Statistical Mechanics Lecture 14 of 29

April 27, 2012 by Markus Mueller

M. Mueller, ICTP

This lesson was devoted to the study of the distribution of functions of n random variables xi, i=1,...,n. A crucial concept is that of an estimate or estimator. An estimator is a random variable, function of the xi, whose expectation value gives an approximation to a parameter, usually unknown, that characterizes the statistical system.

The average A of the random variables xi is an estimate for the expectation value of each of the xi if they are equally distributed. It was shown that N times the expectation value of A is equal to the sum of the expectation values of the xi. This result does not depend on whether the variables are correlated or not, that is, the first moment tells us nothing about correlation of random variables.

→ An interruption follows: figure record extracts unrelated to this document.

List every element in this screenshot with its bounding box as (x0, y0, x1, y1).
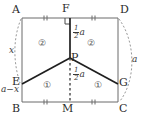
region-label-1-right: ① (94, 81, 102, 90)
region-label-1-left: ① (43, 81, 51, 90)
vertex-label-A: A (12, 4, 20, 15)
geometry-figure: A F D E P G B M C 1 2 a 1 2 a x a−x a ② … (0, 0, 145, 119)
measure-half-a-upper: 1 2 a (73, 25, 85, 41)
measure-half-a-upper-suffix: a (79, 27, 84, 37)
vertex-label-B: B (12, 103, 20, 114)
region-label-2-right: ② (87, 39, 95, 48)
region-label-2-left: ② (38, 39, 46, 48)
measure-half-a-lower-suffix: a (79, 69, 84, 79)
measure-half-a-lower: 1 2 a (73, 67, 85, 83)
vertex-label-D: D (120, 4, 129, 15)
arc-left-AE (15, 19, 21, 83)
vertex-label-P: P (71, 52, 78, 63)
vertex-label-G: G (119, 77, 128, 88)
measure-label-a-minus-x: a−x (1, 85, 19, 94)
measure-label-x: x (9, 46, 14, 55)
measure-label-a: a (132, 55, 137, 64)
vertex-label-C: C (119, 103, 127, 114)
vertex-label-M: M (62, 103, 73, 114)
vertex-label-F: F (62, 3, 70, 14)
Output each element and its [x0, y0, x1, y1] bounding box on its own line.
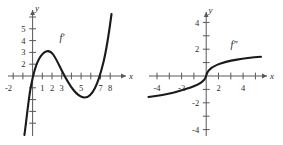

For independent variables, the variance V of the sum S of the xi, S = n*A, is equal to the sum of the variances. If the xi are equally distributed with variance v then V = nv. The variance of A is equal to v/n in this case. This implies that as n -> ?, the variance, and therefore the standard deviation, of A tends to zero.

If one doesn't know the distribution of the xi, still assumed equally distributed and independent, then an estimate for the variance is required. That is, another random variable whose expectation value yields the variance of the distribution. One such random variable was devised that doesn't coincide with the naive guess.

The Law of Large Numbers was introduced.